I'll give it an Average, but it has the potential to do much better.
On the plus side, Christian Slater is the reason this works. I really bought the idea that Henry and Edward are different people (shades of Jeffrey Combs playing Weyoun 6 & 7 in the same episode). Henry, oddly, is the more interesting one. And it's fun to see a normal guy having to deal with a psychopathic alter ego, plus with the knowledge that the psychopath is his true self. Sort of like taking
Chuck and
Dexter and mashing them together.
Henry's family is appealing, even the sulky teens, and I liked Alexander Siddig and James Callis' long-lost triplet as the tech guy. (How many of them are running around out there anyway?)
Also, the fact that this show will become an ongoing Camaro ad (cute Worlds of Warcraft plug, too) is a good thing because the overt product placement immunizes it somewhat from weak Neilsens. The debut didn't do too hot and I don't want to get into another show and just have it abruptly cancelled.
On the minus side, the premise makes no frakkin sense!

Why is the government trying to take super-spies and create innocuous personalities that are unaware of what's going on? Surely that doesn't increase their ability to have effective cover - it just makes them sitting ducks! Also the spyjinks are hackneyed. I found the action scenes uninteresting compared with the scenes where Henry is trying to figure out what is going on.
Bottom line, I'm sticking with this one for now. First new series that has grabbed me even in a minor way. Lousy new season this year.
Unless Henry is actually the real deal, he's the one who joined MI5/IMF/Control/Sector Seven, Edward is the result of that, Henry was brainwashed because being himself is the ultimate cover, and Edward is told he's the original because he's the dominant personality.
That would make a lot more sense for the premise, but it's more interesting if the normal guy really is the experiment. To reverse it later on doesn't really take the story in any interesting direction, except maybe to justify Henry's future attempt to "murder" Edward by driving out his consciousness, but even then, because Edward is an ongoing threat to Henry and his family, he'd be justified doing that eventually anyway. And I'm sure that's a plotline in our future if the Camaro product placements pay the bills and keep it going.
*Smacks head.* I just realized where I've seen Omid Abtahi before (aka the tech guy), he was the "Islamic terrorist" in the original
Heroes pilot, in a plotline that Tim Kring was perfectly right to drop (he, not Peter, was going to be the exploding man at the end.)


- _Work task_: Please say how many lines in the records below contain the word "JSON". Give the number and nothing more.

[Dataset records]
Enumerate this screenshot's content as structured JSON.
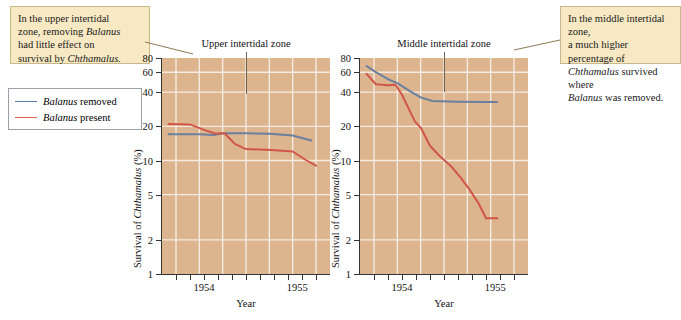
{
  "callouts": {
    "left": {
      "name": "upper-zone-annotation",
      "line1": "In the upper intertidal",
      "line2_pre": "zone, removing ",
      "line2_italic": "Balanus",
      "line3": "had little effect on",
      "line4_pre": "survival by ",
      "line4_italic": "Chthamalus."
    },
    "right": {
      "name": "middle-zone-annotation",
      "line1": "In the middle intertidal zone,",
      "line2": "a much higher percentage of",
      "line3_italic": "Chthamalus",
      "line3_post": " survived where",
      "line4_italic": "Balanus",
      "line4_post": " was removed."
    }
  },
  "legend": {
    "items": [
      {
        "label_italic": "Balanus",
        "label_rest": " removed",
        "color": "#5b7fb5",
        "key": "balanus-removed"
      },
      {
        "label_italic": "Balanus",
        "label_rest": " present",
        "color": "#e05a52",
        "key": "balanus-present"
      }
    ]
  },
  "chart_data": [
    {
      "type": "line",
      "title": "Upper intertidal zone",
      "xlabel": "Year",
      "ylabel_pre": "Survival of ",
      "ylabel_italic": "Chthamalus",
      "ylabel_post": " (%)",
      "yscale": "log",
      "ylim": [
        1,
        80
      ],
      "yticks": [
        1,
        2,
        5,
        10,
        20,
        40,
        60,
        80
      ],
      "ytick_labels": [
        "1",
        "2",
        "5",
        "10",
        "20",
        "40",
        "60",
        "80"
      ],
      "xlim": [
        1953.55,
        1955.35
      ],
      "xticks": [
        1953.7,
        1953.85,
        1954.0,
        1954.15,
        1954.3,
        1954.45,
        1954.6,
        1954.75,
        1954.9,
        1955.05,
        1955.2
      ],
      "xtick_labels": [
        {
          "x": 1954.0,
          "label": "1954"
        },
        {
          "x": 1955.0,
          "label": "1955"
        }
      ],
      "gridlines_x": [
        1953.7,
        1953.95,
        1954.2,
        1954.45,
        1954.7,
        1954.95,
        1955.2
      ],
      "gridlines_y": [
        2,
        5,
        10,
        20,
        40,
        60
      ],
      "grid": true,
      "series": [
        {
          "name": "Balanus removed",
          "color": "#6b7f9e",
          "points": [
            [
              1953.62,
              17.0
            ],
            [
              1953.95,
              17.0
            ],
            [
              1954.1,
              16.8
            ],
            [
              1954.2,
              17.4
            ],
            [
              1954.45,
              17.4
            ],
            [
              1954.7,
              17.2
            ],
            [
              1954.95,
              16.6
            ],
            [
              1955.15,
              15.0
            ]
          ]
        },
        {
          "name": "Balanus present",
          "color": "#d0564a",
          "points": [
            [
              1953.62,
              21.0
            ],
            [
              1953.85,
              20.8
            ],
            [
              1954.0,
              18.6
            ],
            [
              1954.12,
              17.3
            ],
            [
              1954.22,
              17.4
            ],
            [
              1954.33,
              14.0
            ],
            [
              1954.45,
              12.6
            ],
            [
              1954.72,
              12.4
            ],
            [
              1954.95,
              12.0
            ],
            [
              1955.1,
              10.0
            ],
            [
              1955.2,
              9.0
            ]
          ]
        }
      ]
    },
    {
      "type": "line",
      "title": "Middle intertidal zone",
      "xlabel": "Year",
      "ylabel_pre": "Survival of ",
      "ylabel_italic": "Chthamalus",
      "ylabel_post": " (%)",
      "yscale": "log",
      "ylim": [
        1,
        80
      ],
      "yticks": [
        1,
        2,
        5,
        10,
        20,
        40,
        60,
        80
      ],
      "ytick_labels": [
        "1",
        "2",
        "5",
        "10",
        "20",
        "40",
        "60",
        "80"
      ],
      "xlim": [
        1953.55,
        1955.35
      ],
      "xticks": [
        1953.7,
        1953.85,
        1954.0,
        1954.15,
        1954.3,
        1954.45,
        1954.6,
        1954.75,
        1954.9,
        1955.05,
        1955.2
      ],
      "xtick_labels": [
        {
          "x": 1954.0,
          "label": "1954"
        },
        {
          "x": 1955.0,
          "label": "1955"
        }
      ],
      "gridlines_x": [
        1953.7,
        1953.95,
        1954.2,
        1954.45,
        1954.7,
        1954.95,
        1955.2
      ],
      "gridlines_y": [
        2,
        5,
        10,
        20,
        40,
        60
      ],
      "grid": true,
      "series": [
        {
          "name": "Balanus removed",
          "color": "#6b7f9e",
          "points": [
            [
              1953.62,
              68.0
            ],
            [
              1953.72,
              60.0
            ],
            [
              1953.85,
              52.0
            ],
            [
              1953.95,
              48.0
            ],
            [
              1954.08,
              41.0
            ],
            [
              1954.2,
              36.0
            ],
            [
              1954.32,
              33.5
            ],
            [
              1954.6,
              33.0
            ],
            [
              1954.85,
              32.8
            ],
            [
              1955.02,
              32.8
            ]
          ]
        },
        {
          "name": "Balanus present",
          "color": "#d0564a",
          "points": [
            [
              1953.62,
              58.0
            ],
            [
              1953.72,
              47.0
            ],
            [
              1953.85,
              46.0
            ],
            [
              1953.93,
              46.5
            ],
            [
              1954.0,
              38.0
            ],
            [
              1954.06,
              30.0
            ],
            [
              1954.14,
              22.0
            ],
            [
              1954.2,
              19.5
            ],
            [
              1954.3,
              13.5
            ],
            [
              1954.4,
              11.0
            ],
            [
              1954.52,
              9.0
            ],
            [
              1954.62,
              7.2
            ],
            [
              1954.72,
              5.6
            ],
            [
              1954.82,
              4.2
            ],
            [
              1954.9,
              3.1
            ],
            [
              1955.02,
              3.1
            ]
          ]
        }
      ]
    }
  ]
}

--

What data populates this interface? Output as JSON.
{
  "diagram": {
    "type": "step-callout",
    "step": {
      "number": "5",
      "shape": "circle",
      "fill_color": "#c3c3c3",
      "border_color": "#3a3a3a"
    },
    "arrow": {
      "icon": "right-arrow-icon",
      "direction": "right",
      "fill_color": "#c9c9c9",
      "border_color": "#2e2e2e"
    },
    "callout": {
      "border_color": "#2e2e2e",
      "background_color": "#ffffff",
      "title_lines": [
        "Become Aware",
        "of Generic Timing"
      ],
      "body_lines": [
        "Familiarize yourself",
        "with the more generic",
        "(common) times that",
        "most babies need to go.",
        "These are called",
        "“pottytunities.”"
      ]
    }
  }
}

- _Task output_: 2